A fistful of death metal to the face featuring three killer songs.
Kronomyth 0.1: Aristocratrocity.
Ah, what better way to celebrate the king’s coronation than Atrocity’s debut single, Blue Blood? The German death metal band’s opening salvo on Nuclear Blast Records is an auspicious debut, setting the stage for their first full-length album, Hallucinations. Alexander Krulle and Mattias Röderer tear down the veil to reveal the bloody hands of the puppetmaster as we speed headlong into our own apocalypse. Or something like that. I find most death metal can be described by just throwing a few random, sinister words together (e.g., shards of satanic destruction, the bloody bowels of our own morbid dystopia, ad infernum).
If you’re wondering why anyone would listen to death metal, I blame Black Sabbath. They’re kind of the gateway drug to death metal. Once you’ve heard the groove in Tony Iommi’s guitar, it’s impossible to unhear it. And, then, it’s impossible not to hear and dig the groove in the dual-guitar riffs of Anthrax, Atrocity, and on and on into the endless black corridors of the abyss. Not that I’m putting Atrocity on the same pedestal as Anthrax quite yet, but the band clearly stands out from the countless heavy metal minions. Nuclear Blast and Roadrunner had a great ear for talent; you really can’t go wrong buying anything on either label.
The opening “Blue Blood” attacks the idea of wealth and privilege by birth. Krulle doesn’t sing the lyrics; he vomits them forth in a putrid stream of guttural sounds. When the Fire Burns Over the Sea pictures the apocalypse as Krulle reads the lyrics in a dreamlike, deathlike state. The German accent is a bit of a liability to American ears, but it’s a small sin easily overlooked in the wake of the apocalyptic wave that represents the music. The band’s too-brief debut ends with Humans Lost Humanity, ushering in the chaos to come as their final act.
Original 7-inch single version
A1. Blue Blood
B1. When the Fire Burns Over the Sea
B2. Humans Lost Humanity
All songs written by Matze and Krulle.
The Players
Krulle (Alexander Krull) (vocals), Frank (Frank Nodel) (guitar), Matze (Mathias Röderer) (guitar), Migge (Michael Schwartz) (drums), Rene (René Tometschek) (bass). Produced by Atrocity; mixed by Stefan and Atrocity.
The Pictures
Covert art by Krulle (thanx to Steffen, Stefan, Holger). Photos by Heiko.
The Plastic
Released on blue vinyl and black vinyl 7-inch single in 1989 in Germany (Nuclear Blast, NB 023) with picture sleeve.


Task to complete: The answer is an exact repeat of the entries below, with the pictures omitted.
§
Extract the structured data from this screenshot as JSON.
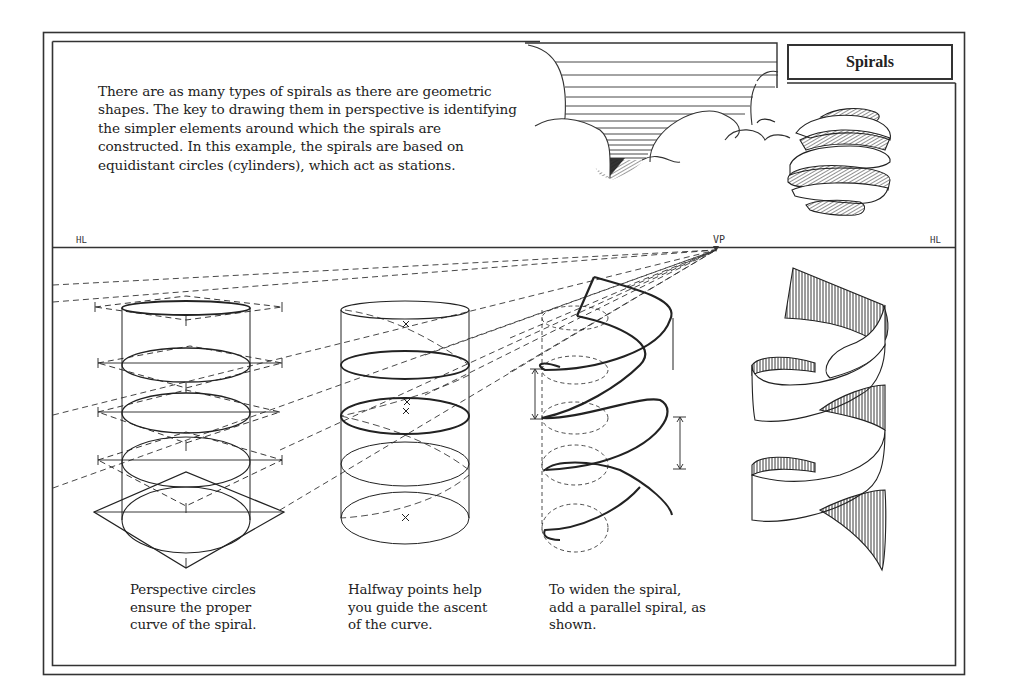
{
  "page": {
    "title": "Spirals",
    "intro_lines": [
      "There are as many types of spirals as there are geometric",
      "shapes. The key to drawing them in perspective is identifying",
      "the simpler elements around which the spirals are",
      "constructed. In this example, the spirals are based on",
      "equidistant circles (cylinders), which act as stations."
    ],
    "horizon": {
      "left_label": "HL",
      "right_label": "HL",
      "vanishing_point_label": "VP"
    },
    "illustrations": [
      {
        "name": "perspective-circles",
        "caption_lines": [
          "Perspective circles",
          "ensure the proper",
          "curve of the spiral."
        ]
      },
      {
        "name": "halfway-points",
        "caption_lines": [
          "Halfway points help",
          "you guide the ascent",
          "of the curve."
        ]
      },
      {
        "name": "widened-spiral",
        "caption_lines": [
          "To widen the spiral,",
          "add a parallel spiral, as",
          "shown."
        ]
      },
      {
        "name": "finished-ribbon-spiral",
        "caption_lines": []
      }
    ],
    "decor": {
      "top_illustration": "cloud-funnel",
      "sphere_illustration": "spiral-ribbon-sphere"
    },
    "colors": {
      "ink": "#222222",
      "paper": "#ffffff",
      "frame": "#333333"
    }
  }
}
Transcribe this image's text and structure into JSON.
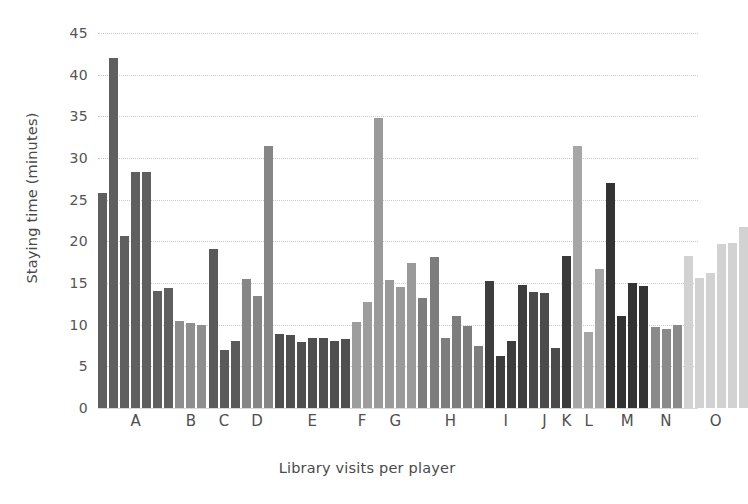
§
Final answer:
Extract the structured data from this screenshot as JSON.
{
  "page": {
    "title": "Spirals",
    "intro_lines": [
      "There are as many types of spirals as there are geometric",
      "shapes. The key to drawing them in perspective is identifying",
      "the simpler elements around which the spirals are",
      "constructed. In this example, the spirals are based on",
      "equidistant circles (cylinders), which act as stations."
    ],
    "horizon": {
      "left_label": "HL",
      "right_label": "HL",
      "vanishing_point_label": "VP"
    },
    "illustrations": [
      {
        "name": "perspective-circles",
        "caption_lines": [
          "Perspective circles",
          "ensure the proper",
          "curve of the spiral."
        ]
      },
      {
        "name": "halfway-points",
        "caption_lines": [
          "Halfway points help",
          "you guide the ascent",
          "of the curve."
        ]
      },
      {
        "name": "widened-spiral",
        "caption_lines": [
          "To widen the spiral,",
          "add a parallel spiral, as",
          "shown."
        ]
      },
      {
        "name": "finished-ribbon-spiral",
        "caption_lines": []
      }
    ],
    "decor": {
      "top_illustration": "cloud-funnel",
      "sphere_illustration": "spiral-ribbon-sphere"
    },
    "colors": {
      "ink": "#222222",
      "paper": "#ffffff",
      "frame": "#333333"
    }
  }
}
Transcribe this image's text and structure into JSON.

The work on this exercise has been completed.